May Day Quotes (page 13)
It is harder for women, perhaps to be 'one-pointed,' much harder for them to clear space around whatever it is they want to do beyond household chores and family life. Their lives are fragmented... the cry not so much for a 'a room of one's own' as time of one's own. Conflict become acute, whatever it may be about, when there is no margin left on any day in which to try at least to resolve it.
May Sarton
My books are a subject of much discussion. They pour from shelves onto tables, chairs and the floor, and Chaz observes that I haven’t read many of them and I never will. You just never know. One day I may — need is the word I use — to read Finnegans Wake, the Icelandic sagas, Churchill’s history of the Second World War, the complete Tintin in French, 47 novels by Simenon, and By Love Possessed.
Roger Ebert
You must know that there is nothing higher and stronger and more wholesome and good for life in the future than some good memory, especially a memory of childhood, of home. People talk to you a great deal about your education, but some good, sacred memory, preserved from childhood, is perhaps the best education. If a man carries many such memories with him into life, he is safe to the end of his days, and if one has only one good memory left in one's heart, even that may sometime be the...
Fyodor Dostoevsky
And the non-reading of books, you will object, should be characteristic of all collectors? This is news to me, you may say. It is not news at all. experts will bear me out when I say that it is the oldest thing in the world. Suffice it to quote the answer which Anatole France gave to a philistine who admired his library and then finished with the standard question, “And you have read all these books, Monsieur France?” “Not one-tenth of them. I don’t suppose you use your Sevres china every day?
Walter Benjamin
Do you know what it is to play a part? To split your personality deliberately for twenty-four hours a day? Even when with friends? Even when alone, so that you will never forget inadvertently? To be a dilettante? To be eternally amused? To be of no account? To be so effete and faintly ridiculous that you have convinced all who know you of your own worthlessness? All so that your life may be safe even though it means it has become barely worth living. But even so, once in a while I...
Isaac Asimov
Books help us understand who we are and how we are to behave. They show us what community and friendship mean/ they show us how to live and die. They are full of all the things that you don't get in real life - wonderful, lyrical language, for instance, right off the bat. And quality of attention: we may notice amazing details during the course of a day but we rarely let ourselves stop and really pay attention. An author makes you notice, makes you pay attention, and this is a great gift....
Anne Lamott
Citizens, in the future there will be neither darkness nor thunderbolts; neither ferocious ignorance, nor bloody retaliation. As there will be no more Satan, there will be no more Michael. In the future no one will kill any one else, the earth will beam with radiance, the human race will love. The day will come, citizens, when all will be concord, harmony, light, joy and life; it will come, and it is in order that it may come that we are about to die.
Victor Hugo
When the subject is sacred, proud and clever men may come to think that the outsiders who don't know it are not merely inferior to them in skill but lower in God's eyes; as the priests said, 'All that rabble who are not experts in the Torah are accursed.' and as this pride increases, the 'subject' or study which confers such privilege will grow more and more complicated, the list of things forbidden will increase, till to get through a single day without supposed sin becomes like an elaborate...
C. S. Lewis
It is not by great acts but by small failures that freedom dies. The sense of justice dies slowly in a people. They grow used to the unthinkable, and sometimes they may look back and even wonder when things changed. Theywill not find a day or a time or a place. Justice and liberty die quietly, because men first learnto ignore injustice and then no longer recognize it.
Charles Morgan
Each day the mythical return Enzian dreamed of seems less possible. Once it was necessary to know uniforms, insignia, airplane markings, to observe boundaries. But by now too many choices have been made. The single root lost, way back there in the May desolation. Each bird has his branch now, and each one is the Zone.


### Your task
The records below are to be copied exactly, with their pictures left out.

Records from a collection
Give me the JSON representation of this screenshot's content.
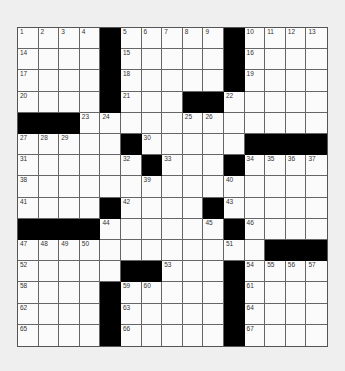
{
  "puzzle": {
    "rows": 15,
    "cols": 15,
    "colors": {
      "page_background": "#efefef",
      "cell_white": "#fbfbfb",
      "cell_black": "#000000",
      "grid_line": "#666666",
      "number_text": "#333333"
    },
    "grid": [
      ".....#.....#....",
      "x"
    ],
    "layout": [
      "1234#56789#ABCD",
      "....#.....#....",
      "....#.....#....",
      "....#...##.....",
      "###...........",
      "x"
    ],
    "black_cells": [
      [
        0,
        4
      ],
      [
        0,
        10
      ],
      [
        1,
        4
      ],
      [
        1,
        10
      ],
      [
        2,
        4
      ],
      [
        2,
        10
      ],
      [
        3,
        4
      ],
      [
        3,
        8
      ],
      [
        3,
        9
      ],
      [
        4,
        0
      ],
      [
        4,
        1
      ],
      [
        4,
        2
      ],
      [
        5,
        5
      ],
      [
        5,
        11
      ],
      [
        5,
        12
      ],
      [
        5,
        13
      ],
      [
        5,
        14
      ],
      [
        6,
        6
      ],
      [
        6,
        10
      ],
      [
        8,
        4
      ],
      [
        8,
        9
      ],
      [
        9,
        0
      ],
      [
        9,
        1
      ],
      [
        9,
        2
      ],
      [
        9,
        3
      ],
      [
        9,
        10
      ],
      [
        10,
        12
      ],
      [
        10,
        13
      ],
      [
        10,
        14
      ],
      [
        11,
        5
      ],
      [
        11,
        6
      ],
      [
        11,
        10
      ],
      [
        12,
        4
      ],
      [
        12,
        10
      ],
      [
        13,
        4
      ],
      [
        13,
        10
      ],
      [
        14,
        4
      ],
      [
        14,
        10
      ]
    ],
    "numbers": [
      {
        "r": 0,
        "c": 0,
        "n": "1"
      },
      {
        "r": 0,
        "c": 1,
        "n": "2"
      },
      {
        "r": 0,
        "c": 2,
        "n": "3"
      },
      {
        "r": 0,
        "c": 3,
        "n": "4"
      },
      {
        "r": 0,
        "c": 5,
        "n": "5"
      },
      {
        "r": 0,
        "c": 6,
        "n": "6"
      },
      {
        "r": 0,
        "c": 7,
        "n": "7"
      },
      {
        "r": 0,
        "c": 8,
        "n": "8"
      },
      {
        "r": 0,
        "c": 9,
        "n": "9"
      },
      {
        "r": 0,
        "c": 11,
        "n": "10"
      },
      {
        "r": 0,
        "c": 12,
        "n": "11"
      },
      {
        "r": 0,
        "c": 13,
        "n": "12"
      },
      {
        "r": 0,
        "c": 14,
        "n": "13"
      },
      {
        "r": 1,
        "c": 0,
        "n": "14"
      },
      {
        "r": 1,
        "c": 5,
        "n": "15"
      },
      {
        "r": 1,
        "c": 11,
        "n": "16"
      },
      {
        "r": 2,
        "c": 0,
        "n": "17"
      },
      {
        "r": 2,
        "c": 5,
        "n": "18"
      },
      {
        "r": 2,
        "c": 11,
        "n": "19"
      },
      {
        "r": 3,
        "c": 0,
        "n": "20"
      },
      {
        "r": 3,
        "c": 5,
        "n": "21"
      },
      {
        "r": 3,
        "c": 10,
        "n": "22"
      },
      {
        "r": 4,
        "c": 3,
        "n": "23"
      },
      {
        "r": 4,
        "c": 4,
        "n": "24"
      },
      {
        "r": 4,
        "c": 8,
        "n": "25"
      },
      {
        "r": 4,
        "c": 9,
        "n": "26"
      },
      {
        "r": 5,
        "c": 0,
        "n": "27"
      },
      {
        "r": 5,
        "c": 1,
        "n": "28"
      },
      {
        "r": 5,
        "c": 2,
        "n": "29"
      },
      {
        "r": 5,
        "c": 6,
        "n": "30"
      },
      {
        "r": 6,
        "c": 0,
        "n": "31"
      },
      {
        "r": 6,
        "c": 5,
        "n": "32"
      },
      {
        "r": 6,
        "c": 7,
        "n": "33"
      },
      {
        "r": 6,
        "c": 11,
        "n": "34"
      },
      {
        "r": 6,
        "c": 12,
        "n": "35"
      },
      {
        "r": 6,
        "c": 13,
        "n": "36"
      },
      {
        "r": 6,
        "c": 14,
        "n": "37"
      },
      {
        "r": 7,
        "c": 0,
        "n": "38"
      },
      {
        "r": 7,
        "c": 6,
        "n": "39"
      },
      {
        "r": 7,
        "c": 10,
        "n": "40"
      },
      {
        "r": 8,
        "c": 0,
        "n": "41"
      },
      {
        "r": 8,
        "c": 5,
        "n": "42"
      },
      {
        "r": 8,
        "c": 10,
        "n": "43"
      },
      {
        "r": 9,
        "c": 4,
        "n": "44"
      },
      {
        "r": 9,
        "c": 9,
        "n": "45"
      },
      {
        "r": 9,
        "c": 11,
        "n": "46"
      },
      {
        "r": 10,
        "c": 0,
        "n": "47"
      },
      {
        "r": 10,
        "c": 1,
        "n": "48"
      },
      {
        "r": 10,
        "c": 2,
        "n": "49"
      },
      {
        "r": 10,
        "c": 3,
        "n": "50"
      },
      {
        "r": 10,
        "c": 10,
        "n": "51"
      },
      {
        "r": 11,
        "c": 0,
        "n": "52"
      },
      {
        "r": 11,
        "c": 7,
        "n": "53"
      },
      {
        "r": 11,
        "c": 11,
        "n": "54"
      },
      {
        "r": 11,
        "c": 12,
        "n": "55"
      },
      {
        "r": 11,
        "c": 13,
        "n": "56"
      },
      {
        "r": 11,
        "c": 14,
        "n": "57"
      },
      {
        "r": 12,
        "c": 0,
        "n": "58"
      },
      {
        "r": 12,
        "c": 5,
        "n": "59"
      },
      {
        "r": 12,
        "c": 6,
        "n": "60"
      },
      {
        "r": 12,
        "c": 11,
        "n": "61"
      },
      {
        "r": 13,
        "c": 0,
        "n": "62"
      },
      {
        "r": 13,
        "c": 5,
        "n": "63"
      },
      {
        "r": 13,
        "c": 11,
        "n": "64"
      },
      {
        "r": 14,
        "c": 0,
        "n": "65"
      },
      {
        "r": 14,
        "c": 5,
        "n": "66"
      },
      {
        "r": 14,
        "c": 11,
        "n": "67"
      }
    ]
  }
}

### Task response
Give me the JSON representation of this screenshot's content.
{
  "puzzle": {
    "rows": 15,
    "cols": 15,
    "colors": {
      "page_background": "#efefef",
      "cell_white": "#fbfbfb",
      "cell_black": "#000000",
      "grid_line": "#666666",
      "number_text": "#333333"
    },
    "grid": [
      ".....#.....#....",
      "x"
    ],
    "layout": [
      "1234#56789#ABCD",
      "....#.....#....",
      "....#.....#....",
      "....#...##.....",
      "###...........",
      "x"
    ],
    "black_cells": [
      [
        0,
        4
      ],
      [
        0,
        10
      ],
      [
        1,
        4
      ],
      [
        1,
        10
      ],
      [
        2,
        4
      ],
      [
        2,
        10
      ],
      [
        3,
        4
      ],
      [
        3,
        8
      ],
      [
        3,
        9
      ],
      [
        4,
        0
      ],
      [
        4,
        1
      ],
      [
        4,
        2
      ],
      [
        5,
        5
      ],
      [
        5,
        11
      ],
      [
        5,
        12
      ],
      [
        5,
        13
      ],
      [
        5,
        14
      ],
      [
        6,
        6
      ],
      [
        6,
        10
      ],
      [
        8,
        4
      ],
      [
        8,
        9
      ],
      [
        9,
        0
      ],
      [
        9,
        1
      ],
      [
        9,
        2
      ],
      [
        9,
        3
      ],
      [
        9,
        10
      ],
      [
        10,
        12
      ],
      [
        10,
        13
      ],
      [
        10,
        14
      ],
      [
        11,
        5
      ],
      [
        11,
        6
      ],
      [
        11,
        10
      ],
      [
        12,
        4
      ],
      [
        12,
        10
      ],
      [
        13,
        4
      ],
      [
        13,
        10
      ],
      [
        14,
        4
      ],
      [
        14,
        10
      ]
    ],
    "numbers": [
      {
        "r": 0,
        "c": 0,
        "n": "1"
      },
      {
        "r": 0,
        "c": 1,
        "n": "2"
      },
      {
        "r": 0,
        "c": 2,
        "n": "3"
      },
      {
        "r": 0,
        "c": 3,
        "n": "4"
      },
      {
        "r": 0,
        "c": 5,
        "n": "5"
      },
      {
        "r": 0,
        "c": 6,
        "n": "6"
      },
      {
        "r": 0,
        "c": 7,
        "n": "7"
      },
      {
        "r": 0,
        "c": 8,
        "n": "8"
      },
      {
        "r": 0,
        "c": 9,
        "n": "9"
      },
      {
        "r": 0,
        "c": 11,
        "n": "10"
      },
      {
        "r": 0,
        "c": 12,
        "n": "11"
      },
      {
        "r": 0,
        "c": 13,
        "n": "12"
      },
      {
        "r": 0,
        "c": 14,
        "n": "13"
      },
      {
        "r": 1,
        "c": 0,
        "n": "14"
      },
      {
        "r": 1,
        "c": 5,
        "n": "15"
      },
      {
        "r": 1,
        "c": 11,
        "n": "16"
      },
      {
        "r": 2,
        "c": 0,
        "n": "17"
      },
      {
        "r": 2,
        "c": 5,
        "n": "18"
      },
      {
        "r": 2,
        "c": 11,
        "n": "19"
      },
      {
        "r": 3,
        "c": 0,
        "n": "20"
      },
      {
        "r": 3,
        "c": 5,
        "n": "21"
      },
      {
        "r": 3,
        "c": 10,
        "n": "22"
      },
      {
        "r": 4,
        "c": 3,
        "n": "23"
      },
      {
        "r": 4,
        "c": 4,
        "n": "24"
      },
      {
        "r": 4,
        "c": 8,
        "n": "25"
      },
      {
        "r": 4,
        "c": 9,
        "n": "26"
      },
      {
        "r": 5,
        "c": 0,
        "n": "27"
      },
      {
        "r": 5,
        "c": 1,
        "n": "28"
      },
      {
        "r": 5,
        "c": 2,
        "n": "29"
      },
      {
        "r": 5,
        "c": 6,
        "n": "30"
      },
      {
        "r": 6,
        "c": 0,
        "n": "31"
      },
      {
        "r": 6,
        "c": 5,
        "n": "32"
      },
      {
        "r": 6,
        "c": 7,
        "n": "33"
      },
      {
        "r": 6,
        "c": 11,
        "n": "34"
      },
      {
        "r": 6,
        "c": 12,
        "n": "35"
      },
      {
        "r": 6,
        "c": 13,
        "n": "36"
      },
      {
        "r": 6,
        "c": 14,
        "n": "37"
      },
      {
        "r": 7,
        "c": 0,
        "n": "38"
      },
      {
        "r": 7,
        "c": 6,
        "n": "39"
      },
      {
        "r": 7,
        "c": 10,
        "n": "40"
      },
      {
        "r": 8,
        "c": 0,
        "n": "41"
      },
      {
        "r": 8,
        "c": 5,
        "n": "42"
      },
      {
        "r": 8,
        "c": 10,
        "n": "43"
      },
      {
        "r": 9,
        "c": 4,
        "n": "44"
      },
      {
        "r": 9,
        "c": 9,
        "n": "45"
      },
      {
        "r": 9,
        "c": 11,
        "n": "46"
      },
      {
        "r": 10,
        "c": 0,
        "n": "47"
      },
      {
        "r": 10,
        "c": 1,
        "n": "48"
      },
      {
        "r": 10,
        "c": 2,
        "n": "49"
      },
      {
        "r": 10,
        "c": 3,
        "n": "50"
      },
      {
        "r": 10,
        "c": 10,
        "n": "51"
      },
      {
        "r": 11,
        "c": 0,
        "n": "52"
      },
      {
        "r": 11,
        "c": 7,
        "n": "53"
      },
      {
        "r": 11,
        "c": 11,
        "n": "54"
      },
      {
        "r": 11,
        "c": 12,
        "n": "55"
      },
      {
        "r": 11,
        "c": 13,
        "n": "56"
      },
      {
        "r": 11,
        "c": 14,
        "n": "57"
      },
      {
        "r": 12,
        "c": 0,
        "n": "58"
      },
      {
        "r": 12,
        "c": 5,
        "n": "59"
      },
      {
        "r": 12,
        "c": 6,
        "n": "60"
      },
      {
        "r": 12,
        "c": 11,
        "n": "61"
      },
      {
        "r": 13,
        "c": 0,
        "n": "62"
      },
      {
        "r": 13,
        "c": 5,
        "n": "63"
      },
      {
        "r": 13,
        "c": 11,
        "n": "64"
      },
      {
        "r": 14,
        "c": 0,
        "n": "65"
      },
      {
        "r": 14,
        "c": 5,
        "n": "66"
      },
      {
        "r": 14,
        "c": 11,
        "n": "67"
      }
    ]
  }
}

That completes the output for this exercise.